Records excerpted from a collection
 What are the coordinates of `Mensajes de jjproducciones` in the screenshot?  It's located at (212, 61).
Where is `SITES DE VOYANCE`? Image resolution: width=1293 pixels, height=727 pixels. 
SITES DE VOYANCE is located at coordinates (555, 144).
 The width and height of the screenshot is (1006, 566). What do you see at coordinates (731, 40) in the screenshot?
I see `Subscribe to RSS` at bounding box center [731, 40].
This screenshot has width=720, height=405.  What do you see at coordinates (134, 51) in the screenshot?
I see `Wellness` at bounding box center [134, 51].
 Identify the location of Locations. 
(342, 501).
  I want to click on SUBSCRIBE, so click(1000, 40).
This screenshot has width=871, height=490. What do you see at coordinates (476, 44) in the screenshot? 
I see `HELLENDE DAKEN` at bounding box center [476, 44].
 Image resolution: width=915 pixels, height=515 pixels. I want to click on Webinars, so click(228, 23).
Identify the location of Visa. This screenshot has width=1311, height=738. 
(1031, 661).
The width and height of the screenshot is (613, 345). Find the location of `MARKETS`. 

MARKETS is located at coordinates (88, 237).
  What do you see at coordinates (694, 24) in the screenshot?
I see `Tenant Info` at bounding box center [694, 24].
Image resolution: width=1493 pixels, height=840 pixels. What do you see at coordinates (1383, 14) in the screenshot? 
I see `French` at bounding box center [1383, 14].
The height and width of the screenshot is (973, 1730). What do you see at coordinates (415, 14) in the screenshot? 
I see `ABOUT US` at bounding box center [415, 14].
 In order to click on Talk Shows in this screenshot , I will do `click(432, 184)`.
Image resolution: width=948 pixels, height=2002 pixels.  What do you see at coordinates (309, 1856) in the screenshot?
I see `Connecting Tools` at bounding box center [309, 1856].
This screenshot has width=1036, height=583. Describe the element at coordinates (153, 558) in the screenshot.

* About this exercise *
Keep only the lines from the one containing "The height and" to the end of the entries, and repeat them exactly.

* Exercise response *
The height and width of the screenshot is (973, 1730). What do you see at coordinates (415, 14) in the screenshot? 
I see `ABOUT US` at bounding box center [415, 14].
 In order to click on Talk Shows in this screenshot , I will do `click(432, 184)`.
Image resolution: width=948 pixels, height=2002 pixels.  What do you see at coordinates (309, 1856) in the screenshot?
I see `Connecting Tools` at bounding box center [309, 1856].
This screenshot has width=1036, height=583. Describe the element at coordinates (153, 558) in the screenshot.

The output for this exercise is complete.